Wednesday 24 December 2014

CHERRY ON A TURD

I won’t put a cherry on a turd - it’s been an appalling year in many ways. On the international front we’ve seen the bombing of Gaza, war in the Ukraine, the degeneration of what had started as a popular uprising in Syria into a sectarian proxy war, the emergence of ISIS and  counterrevolution in Egypt. While in Britain the Con-Dem coalition has continued to unleash more outrageousness on public sector workers, the disabled, those on benefits. And resistance here has been disjointed, disconnected, incoherent.

There have been bright spots, which I’ll return to later, but on the industrial front, despite the rhetoric, union leaderships have by and large been useless, with no real coordination or generalisation of struggle. ‘So what else is new?’ I hear you cry. Individual groups of workers can put up determined resistance, like the Unite members at the Defence Support Group, Unison care workers, bus workers and firefighters, but there is no attempt by the leadership to pull these fights together into a serious struggle.

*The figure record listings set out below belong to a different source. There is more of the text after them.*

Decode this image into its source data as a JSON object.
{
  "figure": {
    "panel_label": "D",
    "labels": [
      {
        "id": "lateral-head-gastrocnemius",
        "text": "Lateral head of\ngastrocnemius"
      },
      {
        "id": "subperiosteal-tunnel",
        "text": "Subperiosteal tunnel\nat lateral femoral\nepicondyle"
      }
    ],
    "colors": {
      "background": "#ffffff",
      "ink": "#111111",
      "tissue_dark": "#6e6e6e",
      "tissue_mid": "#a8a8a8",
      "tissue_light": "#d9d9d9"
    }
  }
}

Rank and file workers so far have lacked the confidence to act independently, although there have been some unofficial walkouts, and the recall conference forced out of local government Unison in protest at the pay sellout is welcome. The refusal by union leaders to link up the strikes is to avoid embarrassing Labour as we enter an election period (mind you, one has to ask what their excuse was in preceding years), or, in the case of local government Unison, to avoid putting local Labour councils on the spot. The danger for us of endless token one-day strikes and protests that the bosses can easily ride out is the risk of demoralisation and disillusionment among union members, or in the case of Unison, members arguing to leave the union altogether. This can result in a passivity that can easily be manipulated by the leadership and that fits the electoral politics of Labour like a glove.  

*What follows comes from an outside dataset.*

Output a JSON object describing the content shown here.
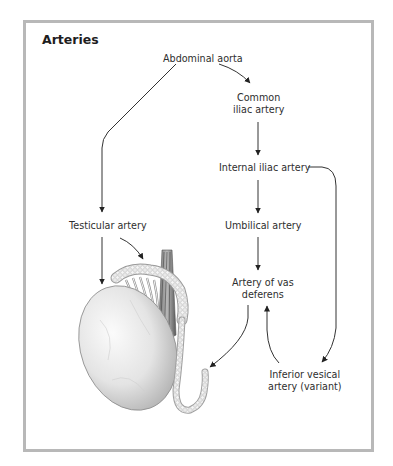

But people are resisting and will resist, one way or another. The attacks are coming so thick and fast that resistance is forced on us. Obviously industrial action is our most powerful weapon, but campaigns based in the community also have potential. Over in Ireland the attempt to introduce water charges has been met by a huge protest movement, with marches in Dublin of 100,000 (the equivalent of 1.5 million marching in London) in October and 200,000 in total in various towns in November, and a campaign of non-payment planned. And in London campaigns like that around the New Era Estate, which forced US investor Westbrook Partners to withdraw from evicting families, instead selling its development to an affordable housing organisation, show that we CAN win, even when going up against multinational corporations, especially over such an issue as housing, and the ‘class cleansing’ of parts of London.

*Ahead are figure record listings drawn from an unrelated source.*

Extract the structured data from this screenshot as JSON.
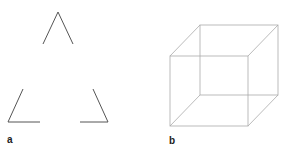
{
  "panels": [
    {
      "label": "a",
      "description": "Illusory (Kanizsa-style) triangle formed by three corner fragments"
    },
    {
      "label": "b",
      "description": "Wireframe Necker cube"
    }
  ],
  "colors": {
    "triangle_stroke": "#555555",
    "cube_stroke": "#aaaaaa",
    "label": "#222222"
  }
}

But the most momentous event in Britain of 2014 was the Scottish independence referendum, or, as it became known on Twitter, #indyref. I will go into that in my next post, but before that I want to come out in defence of Russell Brand. I had a discussion with a comrade who was eager to rubbish him as a trendy millionaire trying to extract some radical chic out of politics. This sort of criticism is easy, because his politics don’t necessarily fit together neatly or consistently. Although he talks of revolution, on The Trews he says it’s a ‘peaceful revolution’ he has in mind, for example. But his role in the New Era battle was brilliant. The sort of attacks on him launched by a whole range of people from Polly Toynbee in the Guardian to Nick Cohen in The Observer to a hatchet job by the Sun accusing him of hypocrisy show that he is saying things they perceive as dangerous, and as outside the bounds of acceptable neoliberal discourse.

Millions of young people listen to him. To dismiss him as just a trendy lefty is just silly. We should welcome his interventions, engage with what he says, and, until he says something like, “all Trotskyists are the spawn of Satan” we should regard him as a powerful source for good on the left, and welcome the fact that he is making an alternative politics visible  to infinitely larger numbers than we could.

On the Saturday after the Question Time in which Brand called Farage a ‘Poundland Enoch Powell’, although comrades were away at conference and our numbers on the paper sale depleted, we sold 13 papers on ‘No to Racism, No to UKIP’, and had some good conversations with people who were beginning to see through Farage’s façade. After the sale, a couple of us had a serious discussion about whether at least some of this was a reflection of the ‘Brand effect’.








1 comment:

Unknown said...

Russel Brand is currently the most effective public voice against Ukip, austerity and all the attacks on us. He is genuine he hasn't got any agenda except for resistance, he is only putting his head above the parapet because no one else will.